The roughly one in 20 middle and high schoolers who use "chaw," snuff, or other smokeless tobacco have typically added it on to their cigarette habit, a study showed, countering the idea of a less harmful replacement for smoking.

Classroom surveys indicated 5.6% of 6th to 12th graders currently used any smokeless tobacco product, of whom 72% also smoked, Israel T. Agaku, DMD, MPH, of the Harvard School of Public Health's Center for Global Tobacco Control in Boston, and colleagues found.

Peer pressure came in as the biggest influence, with nearly 10-fold higher likelihood of using smokeless tobacco use if a close friend did, the researchers reported in the September issue of Pediatrics.

"These findings are generally at odds with the recent positions in favor of novel smokeless tobacco products as a means of harm reduction," they wrote.

Newer forms of smokeless tobacco, like snus (moist snuff) and dissolvable tobacco, contain lower levels of carcinogenic tobacco-specific nitrosamines than cigarettes or conventional chewing tobacco, snuff, or dip and thus have been increasingly promoted to youth as an alternative to smoking, the group explained.

Switching might reduce an individual's risk, but the evidence suggested adolescents and teens don't quit one form of tobacco when they start another, which doesn't reduce their risk and might increase it, Agaku's group pointed out.

While cigarette use has been declining over the past decade, smokeless tobacco use has continued to remain steady at about 5%, noted coauthor Constantine I. Vardavas, MD, MPH, PhD, also of the Center for Global Tobacco Control.

"Clinicians when they are engaging an adolescent patient shouldn't only ask 'Do you smoke cigarettes?,' but also 'Do you use any form of tobacco, including smokeless?'," he told MedPage Today. "It's important that a clinician convey the message that all tobacco products are harmful."

The group analyzed questionnaire responses from 18,866 U.S. students in sixth to 12th grade classrooms at 178 schools in the 2011 National Youth Tobacco Survey.



In the prior 30 days, 5% of all students reported using chewing tobacco, snuff, or dip; 1.9% using snus; and 0.3% using dissolvable tobacco products.
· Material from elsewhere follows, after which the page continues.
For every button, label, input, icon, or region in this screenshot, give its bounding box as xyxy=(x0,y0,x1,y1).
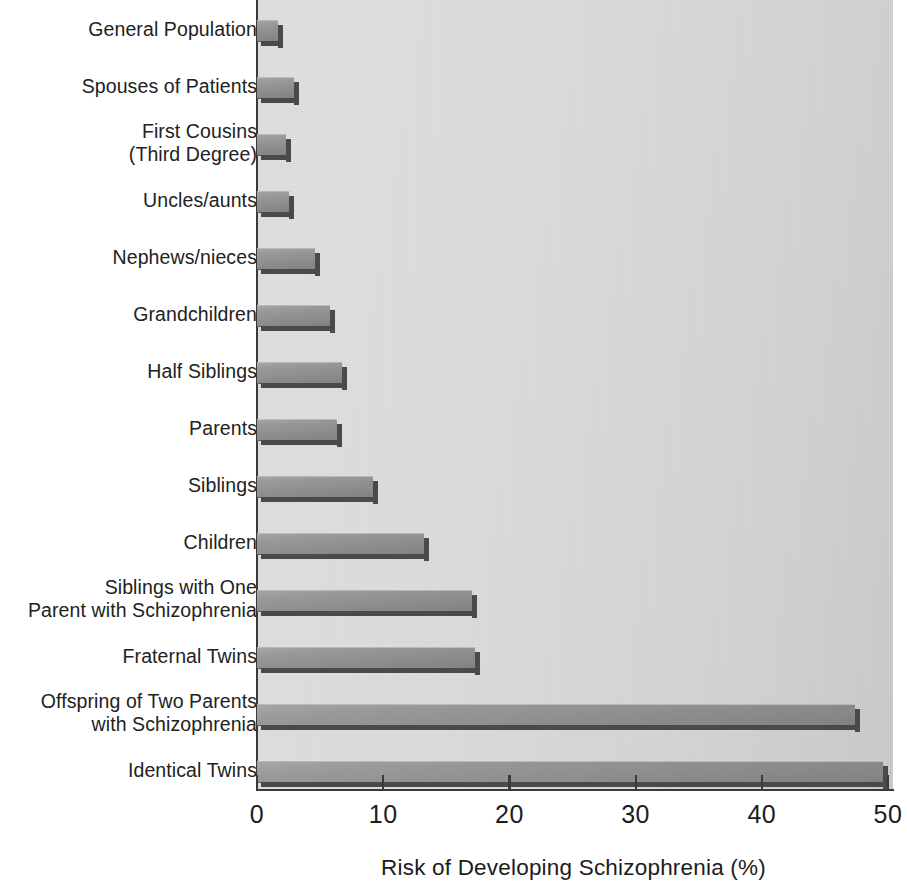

Factors associated with smokeless tobacco use were:

Older age, with a prevalence of 2.2% at ages 9 to 11 that rose to 10.8% at ages 18 and above

Male gender, with a prevalence of 9% versus 2% among girls

Non-Hispanic white or Native American ethnicity, with prevalence of 6.7% and 7.4%, respectively, compared with 2.2% among non-Hispanic blacks

In an adjusted analysis, one or more close friends who used smokeless tobacco predicted 9.56-fold higher likelihood that a student would use it himself (95% CI 7.14–12.80).
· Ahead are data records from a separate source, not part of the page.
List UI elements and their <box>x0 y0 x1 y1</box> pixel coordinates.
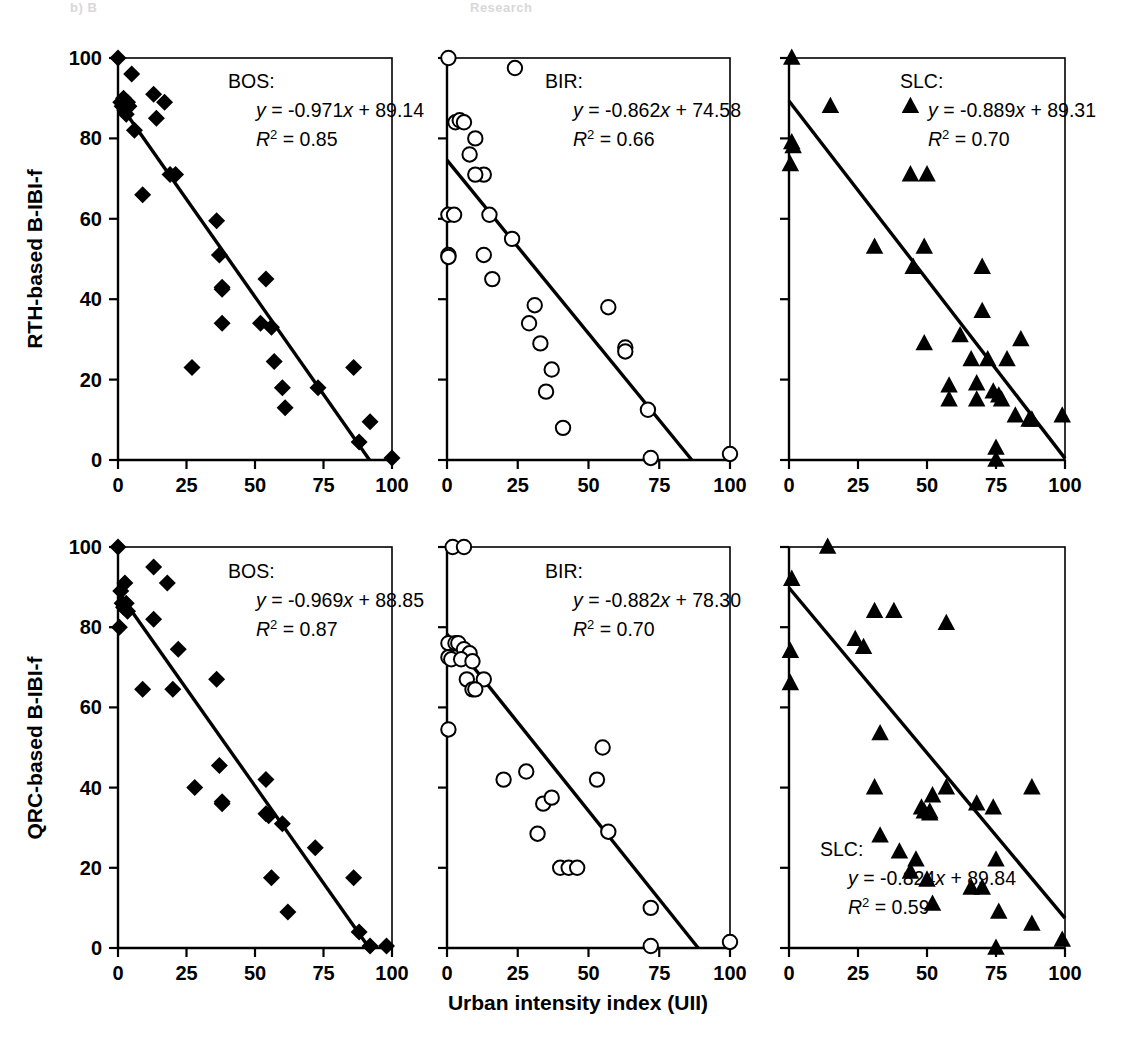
data-point-diamond <box>183 359 200 376</box>
data-point-triangle <box>885 602 902 618</box>
x-tick-label: 75 <box>312 962 334 984</box>
data-point-circle <box>644 901 658 915</box>
annotation-r-squared: R2 = 0.70 <box>573 617 655 640</box>
annotation-site-label: BOS: <box>228 560 275 582</box>
y-tick-label: 20 <box>80 369 102 391</box>
data-point-circle <box>601 300 615 314</box>
data-point-diamond <box>266 353 283 370</box>
data-point-triangle <box>918 165 935 181</box>
data-point-diamond <box>274 379 291 396</box>
y-tick-label: 20 <box>80 857 102 879</box>
data-point-circle <box>468 167 482 181</box>
x-tick-label: 25 <box>175 962 197 984</box>
x-tick-label: 100 <box>713 474 746 496</box>
annotation-equation: y = -0.882x + 78.30 <box>571 589 741 611</box>
data-point-circle <box>468 131 482 145</box>
data-point-diamond <box>110 50 127 67</box>
data-point-circle <box>618 344 632 358</box>
y-tick-label: 100 <box>69 536 102 558</box>
data-point-circle <box>545 790 559 804</box>
data-point-diamond <box>170 641 187 658</box>
data-point-triangle <box>973 258 990 274</box>
data-point-triangle <box>987 850 1004 866</box>
data-point-diamond <box>279 903 296 920</box>
x-tick-label: 25 <box>847 962 869 984</box>
annotation-site-label: BIR: <box>545 560 583 582</box>
annotation-r-squared: R2 = 0.85 <box>256 127 338 150</box>
data-point-diamond <box>208 212 225 229</box>
x-tick-label: 50 <box>577 962 599 984</box>
data-point-diamond <box>208 671 225 688</box>
data-point-circle <box>601 825 615 839</box>
data-point-circle <box>723 935 737 949</box>
x-tick-label: 0 <box>441 962 452 984</box>
data-point-triangle <box>904 258 921 274</box>
data-point-circle <box>447 208 461 222</box>
data-point-triangle <box>866 778 883 794</box>
panel-top-right: 0255075100SLC:y = -0.889x + 89.31R2 = 0.… <box>780 49 1096 497</box>
x-tick-label: 100 <box>375 474 408 496</box>
panel-top-middle: 0255075100BIR:y = -0.862x + 74.58R2 = 0.… <box>438 51 747 496</box>
data-point-triangle <box>968 390 985 406</box>
y-tick-label: 60 <box>80 208 102 230</box>
x-tick-label: 100 <box>375 962 408 984</box>
data-point-triangle <box>783 49 800 65</box>
data-point-diamond <box>164 681 181 698</box>
data-point-circle <box>519 764 533 778</box>
annotation-site-label: BOS: <box>228 70 275 92</box>
x-tick-label: 100 <box>713 962 746 984</box>
data-point-circle <box>477 248 491 262</box>
data-point-triangle <box>782 155 799 171</box>
data-point-diamond <box>186 779 203 796</box>
regression-line <box>447 160 692 460</box>
data-point-circle <box>496 772 510 786</box>
data-point-triangle <box>902 97 919 113</box>
x-tick-label: 75 <box>985 474 1007 496</box>
x-tick-label: 75 <box>648 962 670 984</box>
data-point-triangle <box>940 390 957 406</box>
data-point-circle <box>485 272 499 286</box>
data-point-diamond <box>159 575 176 592</box>
figure-root: b) B Research 0255075100020406080100BOS:… <box>0 0 1138 1060</box>
x-tick-label: 50 <box>244 962 266 984</box>
x-tick-label: 0 <box>441 474 452 496</box>
data-point-diamond <box>257 271 274 288</box>
data-point-diamond <box>148 110 165 127</box>
x-tick-label: 75 <box>648 474 670 496</box>
annotation-r-squared: R2 = 0.87 <box>256 617 338 640</box>
annotation-equation: y = -0.889x + 89.31 <box>926 99 1096 121</box>
data-point-triangle <box>1012 330 1029 346</box>
data-point-circle <box>457 115 471 129</box>
ghost-header-right: Research <box>470 0 533 15</box>
y-tick-label: 60 <box>80 696 102 718</box>
data-point-triangle <box>940 376 957 392</box>
x-tick-label: 25 <box>175 474 197 496</box>
data-point-triangle <box>871 724 888 740</box>
x-axis-title: Urban intensity index (UII) <box>448 991 708 1014</box>
annotation-equation: y = -0.862x + 74.58 <box>571 99 741 121</box>
data-point-diamond <box>384 449 401 466</box>
data-point-circle <box>441 51 455 65</box>
data-point-diamond <box>211 757 228 774</box>
data-point-triangle <box>998 350 1015 366</box>
regression-line <box>118 592 369 948</box>
data-point-diamond <box>214 281 231 298</box>
annotation-r-squared: R2 = 0.70 <box>928 127 1010 150</box>
data-point-triangle <box>1007 406 1024 422</box>
annotation-r-squared: R2 = 0.66 <box>573 127 655 150</box>
annotation-equation: y = -0.969x + 88.85 <box>254 589 424 611</box>
annotation-r-squared: R2 = 0.59 <box>848 895 930 918</box>
x-tick-label: 50 <box>916 962 938 984</box>
data-point-circle <box>641 403 655 417</box>
data-point-circle <box>462 147 476 161</box>
data-point-diamond <box>307 839 324 856</box>
annotation-equation: y = -0.824x + 89.84 <box>846 867 1016 889</box>
data-point-triangle <box>987 939 1004 955</box>
x-tick-label: 50 <box>244 474 266 496</box>
y-tick-label: 40 <box>80 288 102 310</box>
regression-line <box>789 101 1065 458</box>
data-point-circle <box>528 298 542 312</box>
y-tick-label: 100 <box>69 47 102 69</box>
data-point-diamond <box>145 611 162 628</box>
data-point-triangle <box>938 778 955 794</box>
The next strongest predictors were current use of smoking tobacco or unspecified "new tobacco products," followed by smokeless tobacco use by a member of their household at home (adjusted odds ratio 3.32, 95% CI 2.23–4.95).

Cigarette smoking by peers or in the home didn't appear to impact smokeless tobacco use among the middle and high school students.
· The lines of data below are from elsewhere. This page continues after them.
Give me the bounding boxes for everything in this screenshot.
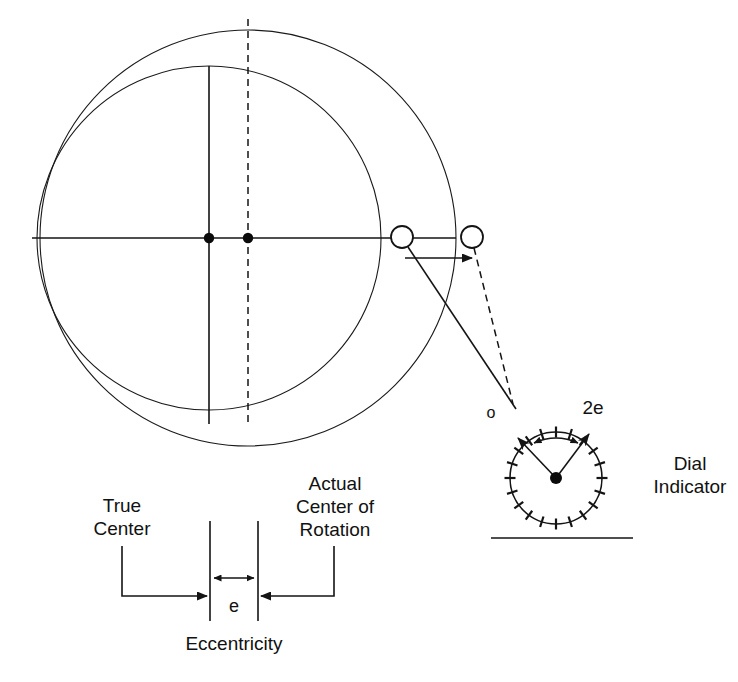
dial-tick <box>589 448 598 454</box>
true-center-leader <box>122 546 207 596</box>
label-eccentricity: Eccentricity <box>144 632 324 655</box>
probe-tip-circle-far <box>461 226 483 248</box>
label-true-center: True Center <box>60 494 184 540</box>
dial-tick <box>514 502 523 508</box>
actual-center-dot <box>243 233 253 243</box>
dial-needle-min <box>518 438 556 478</box>
label-dial-zero: o <box>482 403 500 423</box>
actual-center-leader <box>261 546 334 596</box>
true-center-dot <box>204 233 214 243</box>
dial-tick <box>589 502 598 508</box>
dial-tick <box>580 511 586 520</box>
projection-line-solid <box>408 247 516 409</box>
label-dial-indicator: Dial Indicator <box>642 452 738 498</box>
probe-tip-circle-near <box>391 226 413 248</box>
projection-line-dashed <box>474 248 513 404</box>
label-eccentricity-symbol: e <box>222 596 246 618</box>
figure-canvas: True Center Actual Center of Rotation Ec… <box>0 0 738 682</box>
dial-hub-dot <box>550 472 562 484</box>
dial-tick <box>526 436 532 445</box>
diagram-svg <box>0 0 738 682</box>
dial-tick <box>514 448 523 454</box>
dial-sweep-arrow <box>534 438 578 443</box>
dial-tick <box>526 511 532 520</box>
label-actual-center-of-rotation: Actual Center of Rotation <box>272 472 398 542</box>
probe-contact-group <box>391 226 516 409</box>
label-dial-two-e: 2e <box>578 396 608 419</box>
dial-indicator-group <box>491 427 633 539</box>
The only significant protective factor was endorsing that all tobacco products are harmful (adjusted OR 0.55, 95% CI 0.38-0.79).

Among survey participants who said they remembered seeing warning labels on packages, there was actually an association with a higher likelihood of use, which "suggests the need for more effective warning labels on smokeless tobacco products," Agaku's group wrote.

Nearly all the smokeless tobacco users said it would be easy to obtain the products if they wanted. Their most common route in obtaining smokeless tobacco was getting it from someone else (53.9%) or buying it (32.2%), typically from a retail store.

Many of the adolescents and teens said they intended to quit all tobacco use, but that proportion was lower among those who used both conventional and novel smokeless tobacco products compared with only the novel forms (34.2% versus 57.7%).

The researchers cautioned that recall bias may have led to underreporting of tobacco use and that the cross-sectional study design meant no cause-and-effect links could be drawn.

The study was supported by National Cancer Institute grants and funded by the NIH.

The researchers reported no conflicts of interest.